What question are you never, or rarely, asked in interviews, that you really wish people would ask? How would you answer it?
“How has doing this book changed your idea of America?”
I’d start by talking about how skewed our idea of ourselves as a people has been by official history, then talk about the parallels between the conquests of America and our current global crisis. I’d want to emphasize the hope the interviews aroused in me. We rarely hear about these people; we rarely see their faces; we know so little about their history on the land.
Conversely, what question are you often asked, that you really don’t like to answer? What don’t you like about that question (no, you don’t have to answer it)?
“What was my favorite garden/interview?”
I have no favorite. I grew closer to some of the gardeners than to others, but I feel an abiding respect and affection for all of them, and for the three times as many others whose stories I couldn’t include. The hardest part of creating this book was what I had to leave out.
Who in your life was/is the greatest influence – good or bad – on your writing?
Virginia Woolf. A good influence, tremendous, really, as she was for my generation of American women, but one I had to grow through to find my own voice, to return to American stories.
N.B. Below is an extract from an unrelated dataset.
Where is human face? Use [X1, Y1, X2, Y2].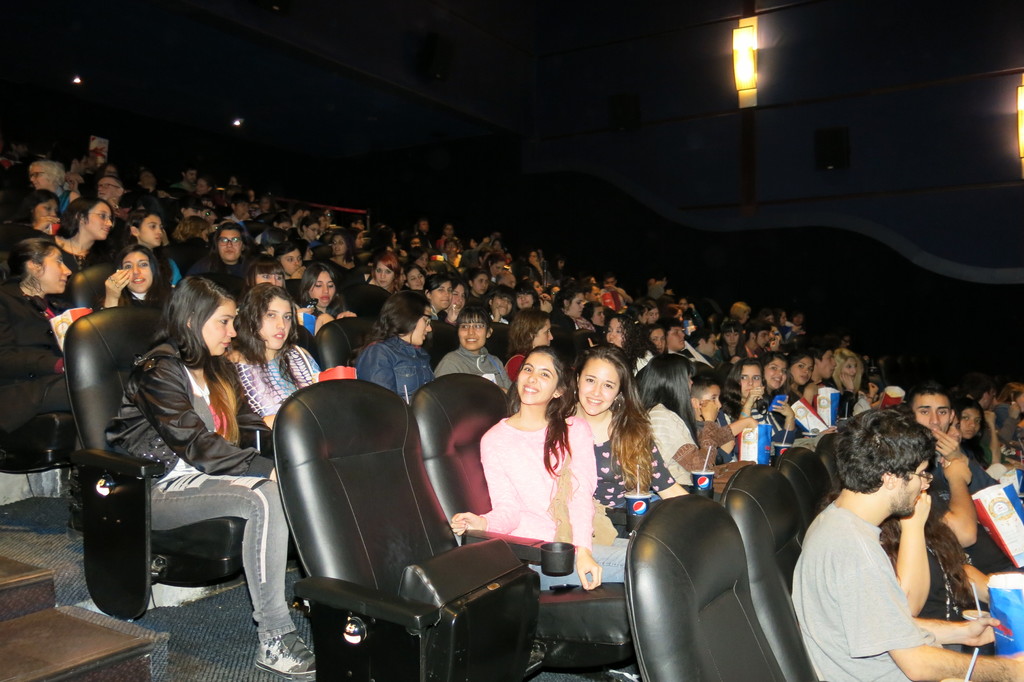
[737, 363, 759, 397].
The fist thing of hers I read was To the Lighthouse in what was called a House Course at Hampshire College up in Amherst, MA. This was in 1971, the beginning of the second wave of feminism, and women writers were just being rediscovered and a whole new language for interpreting literature in the light of history was being invented. It was possible to find first edition hardcover copies of all of Woolf’s novels for a dollar apiece in the socialist bookstore in Northampton. Many were out of print, so that was the only way I could get them. I devoured them all very quickly, once I’d been spellbound by her voice. Finding her was a revelation to me. Her biography, letters, and diaries had not yet been published. Imagine. I lived through the rediscovery of this hugely important writer who’d been neglected, like so many others, because of the male dominance of the academy. Before I graduated, the biography was out and the volumes of her private writings were coming out one, sometimes two volumes a year.
Our teachers, especially our women teachers, were learning along with us; it was very democratic, this life change, this emotional awakening to a sense of injury—how distorted our education had been, how partial the kinds of questions framed in literary studies—and exuberant awe: this legacy was there for us all to reclaim together. It was a tremendously exciting time, filled with a sense of invention, a revolution in thought. Of course we are living through a period of extreme reaction now. But at the time, we all shared a sense of discovering, as she herself says in A Room of One’s Own, that as women, we do, in fact, have a history, one that had yet to be written.
So she’s the huge influence, the reason I learned the art of close reading; I learned to think of literature in relation to politics, to everyday life. From reading her, I learned to hold the architecture of an entire novel in my head, so that I could actually move around inside of it. My gradual detachment from her, my move back toward American voices—Eudora Welty and Raymond Carver, Emily Dickinson, three enormous influences—came after my brother’s death, when I was writing a whole book about The Waves, which Woolf privately dedicated to her older brother, who had died tragically at a young age after a trip to Greece. In my own grief, I saw clearly that my metaphysic was different from hers; I did not respond to death as she had. It freed me. I never published that work; someday I will return to it and finish it.